Ye sons of Great Britain, come join with me,
And sing in praise of Sir Garnet Wolseley;
Sound drums and trumpets cheerfully,
For he has acted most heroically.

Therefore loudly his praises sing
Until the hills their echoes back doth ring;
For he is a noble hero bold,
And an honour to his Queen and country, be it told.

He has gained for himself fame and renown,
Which to posterity will be handed down;
Because he has defeated Arabi by land and by sea,
And from the battle of Tel-el-Kebir he made him to flee.


The Battle of Shina, in Africa, Fought in 1800

King Shuac, the Giant of Mizra, war did declare
Against Ulva, King of Shina, telling him to prepare
And be ready for to meet him in the fight,
Which would commence the next morning before daylight.

When King Ulva heard the news, he told his warriors to prepare,
Then suddenly the clatter of arms sounded in the night air;
And the pale beams of the moon shone on coats of mail,
But not one bosom beneath them with fear did quail.
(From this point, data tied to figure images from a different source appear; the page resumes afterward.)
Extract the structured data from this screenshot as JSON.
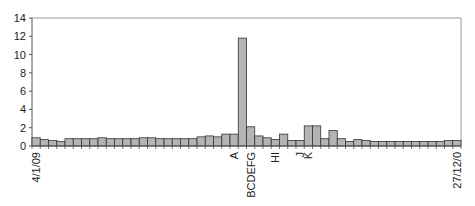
{
  "chart_data": {
    "type": "bar",
    "title": "",
    "xlabel": "",
    "ylabel": "",
    "ylim": [
      0,
      14
    ],
    "yticks": [
      0,
      2,
      4,
      6,
      8,
      10,
      12,
      14
    ],
    "grid": false,
    "legend": null,
    "bar_color": "#b4b4b4",
    "bar_edge_color": "#333333",
    "categories_count": 52,
    "values": [
      0.9,
      0.7,
      0.6,
      0.5,
      0.8,
      0.8,
      0.8,
      0.8,
      0.9,
      0.8,
      0.8,
      0.8,
      0.8,
      0.9,
      0.9,
      0.8,
      0.8,
      0.8,
      0.8,
      0.8,
      1.0,
      1.1,
      1.0,
      1.3,
      1.3,
      11.8,
      2.1,
      1.1,
      0.9,
      0.7,
      1.3,
      0.6,
      0.6,
      2.2,
      2.2,
      0.8,
      1.7,
      0.8,
      0.5,
      0.7,
      0.6,
      0.5,
      0.5,
      0.5,
      0.5,
      0.5,
      0.5,
      0.5,
      0.5,
      0.5,
      0.6,
      0.6
    ],
    "x_labels": [
      {
        "index": 0,
        "text": "4/1/09"
      },
      {
        "index": 24,
        "text": "A"
      },
      {
        "index": 26,
        "text": "BCDEFG"
      },
      {
        "index": 29,
        "text": "HI"
      },
      {
        "index": 32,
        "text": "J"
      },
      {
        "index": 33,
        "text": "K"
      },
      {
        "index": 51,
        "text": "27/12/0"
      }
    ]
  }
}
And bugles rang out their hoarse call,


The Battle of Naseby

Oh! wherefore come ye forth, in triumph from the North,
With your hands, and your feet, and your raiment all red?
And wherefore doth your rout send forth a joyous shout?
And whence be the grapes of the wine-press which ye tread?

Oh, evil was the root, and bitter was the fruit,
And crimson was the juice of the vintage that we trod;
For we trampled on the throng of the haughty and the strong,
Who sate in the high places, and slew the saints of God.